We’re first to use 4D flow MRI scans to help patients with heart disease

We’re the first hospital in the UK to carry out a cutting-edge imaging technique that creates 4D flow images of the heart.

Our Cardiology patients are first to benefit from ongoing research that uses magnetic resonance imaging (MRI) to create detailed images to diagnose heart valve disease.

Dr Pankaj Garg, Honorary Consultant Cardiologist and Norwich Medical School lecturer (pictured in the middle), is putting his research into clinical practice for the first time, thanks to the latest MRI equipment installed as part of an £8m project to replace ageing CT and MRI scanners and new 4D flow software.

Using state-of-the-art MRI and new 4D flow software, a six to eight minute non-invasive scan and an hour of processing provides precise imaging of the heart valves, helping doctors determine the best course of treatment for patients.

Dr Garg, who has been working on imaging technology innovations to benefit heart disease patients since 2014, said that the standard method of diagnosing heart valve disease is with ultrasound method called echocardiography, which is limited to only one-directional flow imaging in the heart.

“It is very exciting to be able to do 4D flow scans for our patients, which is more precise and if we know more precisely where the leak is in a heart value, we are able to make better informed decisions,” he said.

“Every patient who has their scan this way is having one of the most cutting-edge scans in the country and the patients are quite excited to be getting this expertise.”

Dr Garg hopes to train more clinicians in this technology and work with leading industry partners to speed up the time it takes to process the huge amount of data to create the detailed imaging.

Heart and circulatory disease, also known as cardiovascular disease (CVD), causes a quarter of all deaths in the UK, and is the single biggest condition where lives can be saved by the NHS over the next 10 years.

Dr Garg is first at NNUH to receive a Wellcome Trust Clinical Career Development Fellowship Award, with a funding of £746,198 to support ongoing international collaborative research for the development of non-invasive tools to predict pressures in the heart.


#### [PROBLEM DETAILS]
Scan the material that follows. Copy every line containing the word "labels".

#### [DATA FOR ANALYSIS]
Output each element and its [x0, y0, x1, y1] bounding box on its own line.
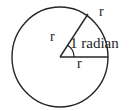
angle-label: 1 radian — [70, 36, 119, 51]
circle-radian-figure: r r r 1 radian — [0, 0, 135, 111]
radius-label-horizontal: r — [77, 57, 82, 71]
radius-label-slanted: r — [50, 30, 55, 44]
figure-canvas — [0, 0, 135, 111]
radius-label-top: r — [99, 5, 104, 19]
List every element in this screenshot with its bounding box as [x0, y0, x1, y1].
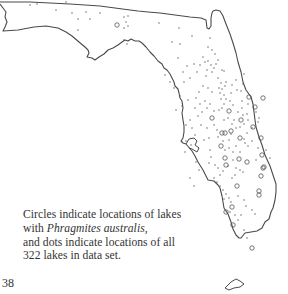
lake-dot	[202, 85, 203, 86]
lake-dot	[206, 107, 207, 108]
phragmites-lake-circle	[227, 109, 231, 113]
lake-dot	[191, 35, 192, 36]
lake-dot	[223, 198, 224, 199]
lake-dot	[255, 111, 256, 112]
lake-dot	[184, 151, 185, 152]
lake-dot	[205, 75, 206, 76]
lake-dot	[224, 149, 225, 150]
lake-dot	[194, 134, 195, 135]
lake-dot	[223, 119, 224, 120]
lake-dot	[208, 162, 209, 163]
lake-dot	[217, 136, 218, 137]
phragmites-lake-circle	[229, 129, 233, 133]
lake-dot	[228, 147, 229, 148]
lake-dot	[230, 92, 231, 93]
lake-dot	[126, 43, 127, 44]
caption-line-4: 322 lakes in data set.	[23, 249, 203, 263]
lake-dot	[193, 63, 194, 64]
lake-dot	[251, 140, 252, 141]
lake-dot	[214, 164, 215, 165]
lake-dot	[211, 71, 212, 72]
lake-dot	[215, 63, 216, 64]
lake-dot	[237, 111, 238, 112]
phragmites-lake-circle	[261, 166, 265, 170]
lake-dot	[235, 167, 236, 168]
lake-dot	[158, 22, 159, 23]
lake-dot	[237, 219, 238, 220]
phragmites-lake-circle	[115, 23, 119, 27]
lake-dot	[193, 185, 194, 186]
lake-dot	[231, 84, 232, 85]
lake-dot	[196, 71, 197, 72]
lake-dot	[214, 53, 215, 54]
lake-dot	[213, 124, 214, 125]
lake-dot	[232, 151, 233, 152]
lake-dot	[227, 117, 228, 118]
lake-dot	[211, 49, 212, 50]
lake-dot	[183, 81, 184, 82]
lake-dot	[173, 87, 174, 88]
lake-dot	[228, 139, 229, 140]
lake-dot	[235, 79, 236, 80]
lake-dot	[200, 124, 201, 125]
lake-dot	[216, 181, 217, 182]
lake-dot	[233, 119, 234, 120]
lake-dot	[195, 161, 196, 162]
lake-dot	[127, 15, 128, 16]
lake-dot	[186, 65, 187, 66]
lake-dot	[247, 119, 248, 120]
lake-dot	[191, 127, 192, 128]
phragmites-lake-circle	[223, 131, 227, 135]
lake-dot	[247, 103, 248, 104]
lake-dot	[71, 12, 72, 13]
lake-dot	[187, 99, 188, 100]
lake-dot	[245, 205, 246, 206]
lake-dot	[242, 114, 243, 115]
lake-dot	[216, 129, 217, 130]
lake-dot	[182, 71, 183, 72]
phragmites-lake-circle	[251, 125, 255, 129]
phragmites-lake-circle	[250, 246, 254, 250]
lake-dot	[209, 103, 210, 104]
lake-dot	[242, 83, 243, 84]
phragmites-lake-circle	[235, 184, 239, 188]
lake-dot	[29, 4, 30, 5]
lake-dot	[189, 119, 190, 120]
lake-dot	[213, 177, 214, 178]
lake-dot	[77, 29, 78, 30]
phragmites-lake-circle	[223, 156, 227, 160]
lake-dot	[223, 94, 224, 95]
lake-dot	[219, 185, 220, 186]
lake-dot	[224, 85, 225, 86]
lake-dots-layer	[29, 1, 270, 238]
lake-dot	[210, 156, 211, 157]
tampa-bay-outline	[186, 138, 199, 152]
lake-dot	[177, 57, 178, 58]
lake-dot	[269, 157, 270, 158]
lake-dot	[218, 87, 219, 88]
lake-dot	[241, 107, 242, 108]
florida-outline	[0, 2, 276, 238]
lake-dot	[198, 169, 199, 170]
caption-line-2-prefix: with	[23, 222, 47, 235]
lake-dot	[257, 147, 258, 148]
lake-dot	[236, 89, 237, 90]
caption-line-3: and dots indicate locations of all	[23, 236, 203, 250]
lake-dot	[229, 211, 230, 212]
lake-dot	[244, 142, 245, 143]
lake-dot	[217, 167, 218, 168]
page-number: 38	[2, 276, 14, 291]
lake-dot	[207, 60, 208, 61]
lake-dot	[190, 144, 191, 145]
lake-dot	[228, 197, 229, 198]
lake-dot	[204, 100, 205, 101]
lake-dot	[230, 201, 231, 202]
lake-dot	[209, 37, 210, 38]
lake-dot	[123, 27, 124, 28]
lake-dot	[213, 110, 214, 111]
lake-dot	[258, 117, 259, 118]
lake-dot	[202, 56, 203, 57]
lake-dot	[257, 121, 258, 122]
lake-dot	[239, 169, 240, 170]
lake-dot	[243, 123, 244, 124]
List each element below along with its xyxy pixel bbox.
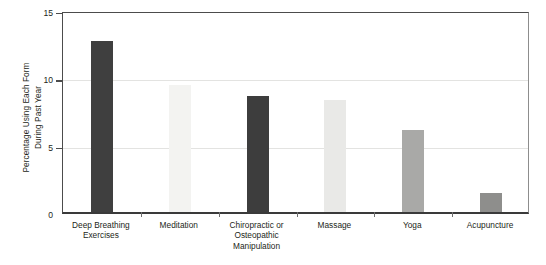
x-axis-labels: Deep Breathing ExercisesMeditationChirop… bbox=[62, 220, 529, 265]
y-tick-label: 5 bbox=[48, 143, 53, 153]
y-tick-label: 0 bbox=[48, 210, 53, 220]
plot-area: 051015 bbox=[62, 12, 529, 214]
y-axis-title: Percentage Using Each Form During Past Y… bbox=[21, 23, 44, 213]
gridline bbox=[63, 148, 528, 149]
y-tick-mark bbox=[56, 148, 63, 149]
x-tick-mark bbox=[219, 212, 220, 217]
x-tick-mark bbox=[141, 212, 142, 217]
x-tick-mark bbox=[374, 212, 375, 217]
bar bbox=[91, 41, 113, 212]
x-tick-mark bbox=[452, 212, 453, 217]
y-tick-label: 15 bbox=[43, 8, 53, 18]
bar bbox=[324, 100, 346, 212]
y-tick-mark bbox=[56, 80, 63, 81]
bar-chart: Percentage Using Each Form During Past Y… bbox=[0, 0, 546, 265]
gridline bbox=[63, 80, 528, 81]
bar bbox=[247, 96, 269, 212]
x-tick-mark bbox=[297, 212, 298, 217]
y-tick-label: 10 bbox=[43, 75, 53, 85]
x-axis-label: Acupuncture bbox=[442, 220, 538, 230]
bar bbox=[169, 85, 191, 212]
y-tick-mark bbox=[56, 13, 63, 14]
bar bbox=[480, 193, 502, 212]
bar bbox=[402, 130, 424, 212]
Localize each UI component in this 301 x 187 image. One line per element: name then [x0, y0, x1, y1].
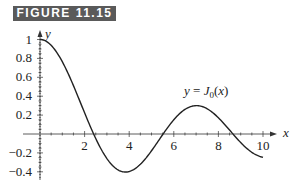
y-tick-label: 0.8: [16, 50, 32, 65]
y-axis-arrow-icon: [38, 30, 43, 37]
bessel-curve: [40, 40, 263, 173]
curve-annotation: y = J0(x): [182, 83, 228, 100]
x-tick-label: 8: [215, 138, 222, 153]
y-tick-label: 0.2: [16, 107, 32, 122]
x-tick-label: 4: [126, 138, 133, 153]
y-tick-label: 0.6: [16, 69, 33, 84]
y-tick-label: 0.4: [16, 88, 33, 103]
y-tick-labels: 10.80.60.40.2−0.2−0.4: [8, 32, 32, 179]
x-tick-label: 6: [171, 138, 178, 153]
bessel-chart: 246810 10.80.60.40.2−0.2−0.4 x y y = J0(…: [0, 0, 301, 187]
x-tick-labels: 246810: [81, 138, 269, 153]
x-axis-arrow-icon: [270, 132, 277, 137]
x-tick-label: 10: [257, 138, 270, 153]
y-axis-label: y: [43, 26, 51, 41]
x-axis-label: x: [282, 125, 289, 140]
x-tick-label: 2: [81, 138, 88, 153]
y-tick-label: −0.2: [8, 145, 32, 160]
y-tick-label: 1: [26, 32, 33, 47]
y-tick-label: −0.4: [8, 164, 32, 179]
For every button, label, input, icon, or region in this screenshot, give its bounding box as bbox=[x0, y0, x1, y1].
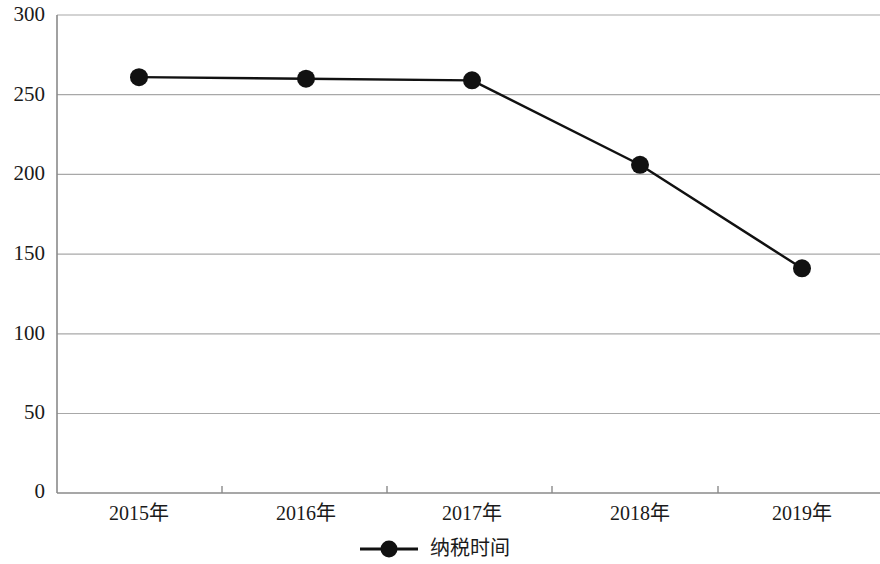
data-point-marker bbox=[463, 71, 481, 89]
x-axis-tick-label-2019: 2019年 bbox=[772, 502, 832, 524]
data-point-marker bbox=[130, 68, 148, 86]
y-axis-tick-label-0: 0 bbox=[35, 479, 46, 503]
chart-page: 300 250 200 150 100 50 0 2015年 2016年 201… bbox=[0, 0, 880, 564]
y-axis-tick-label-150: 150 bbox=[14, 241, 46, 265]
data-point-marker bbox=[297, 70, 315, 88]
legend-marker-icon bbox=[381, 541, 398, 558]
y-axis-tick-label-200: 200 bbox=[14, 161, 46, 185]
y-axis-tick-label-100: 100 bbox=[14, 321, 46, 345]
line-chart: 300 250 200 150 100 50 0 2015年 2016年 201… bbox=[0, 0, 880, 564]
x-axis-tick-label-2016: 2016年 bbox=[276, 502, 336, 524]
legend-label-nashui-shijian: 纳税时间 bbox=[430, 537, 510, 559]
x-axis-tick-label-2015: 2015年 bbox=[109, 502, 169, 524]
legend: 纳税时间 bbox=[360, 537, 510, 559]
data-point-marker bbox=[631, 156, 649, 174]
y-axis-tick-label-50: 50 bbox=[24, 400, 45, 424]
y-axis-tick-label-250: 250 bbox=[14, 82, 46, 106]
x-axis-tick-label-2018: 2018年 bbox=[610, 502, 670, 524]
data-point-marker bbox=[793, 259, 811, 277]
x-axis-tick-label-2017: 2017年 bbox=[442, 502, 502, 524]
y-axis-tick-label-300: 300 bbox=[14, 2, 46, 26]
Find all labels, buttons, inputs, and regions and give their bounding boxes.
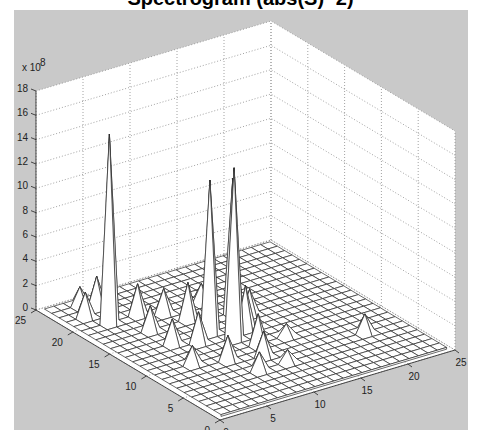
x-tick-label: 5 — [270, 413, 276, 424]
z-tick-label: 2 — [22, 278, 28, 289]
x-tick-label: 15 — [361, 385, 373, 396]
z-multiplier-label: x 10 — [22, 62, 41, 73]
x-tick-label: 25 — [455, 357, 467, 368]
x-tick-label: 20 — [408, 371, 420, 382]
y-tick-label: 20 — [52, 337, 64, 348]
y-tick-label: 10 — [125, 381, 137, 392]
z-tick-label: 8 — [22, 205, 28, 216]
surface-plot: 02468101214161805101520250510152025x 108 — [14, 10, 468, 430]
z-multiplier-exponent: 8 — [40, 57, 46, 68]
z-tick-label: 14 — [17, 132, 29, 143]
chart-title: Spectrogram (abs(S)^2) — [0, 0, 481, 10]
z-tick-label: 18 — [17, 83, 29, 94]
y-tick-label: 15 — [88, 359, 100, 370]
z-tick-label: 12 — [17, 156, 29, 167]
x-tick-label: 0 — [223, 427, 229, 430]
z-tick-label: 16 — [17, 107, 29, 118]
figure-area: 02468101214161805101520250510152025x 108 — [14, 10, 468, 430]
y-tick-label: 0 — [204, 425, 210, 430]
z-tick-label: 4 — [22, 253, 28, 264]
y-tick-label: 25 — [15, 315, 27, 326]
z-tick-label: 10 — [17, 180, 29, 191]
y-tick-label: 5 — [168, 403, 174, 414]
z-tick-label: 6 — [22, 229, 28, 240]
x-tick-label: 10 — [314, 399, 326, 410]
z-tick-label: 0 — [22, 302, 28, 313]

#### [TASK RESULT]
x-axis-labels: Deep Breathing ExercisesMeditationChirop… bbox=[62, 220, 529, 265]
y-tick-labels: 10.80.60.40.2−0.2−0.4: [8, 32, 32, 179]
x-tick-labels: 246810: [81, 138, 269, 153]
Find all labels, buttons, inputs, and regions and give their bounding boxes.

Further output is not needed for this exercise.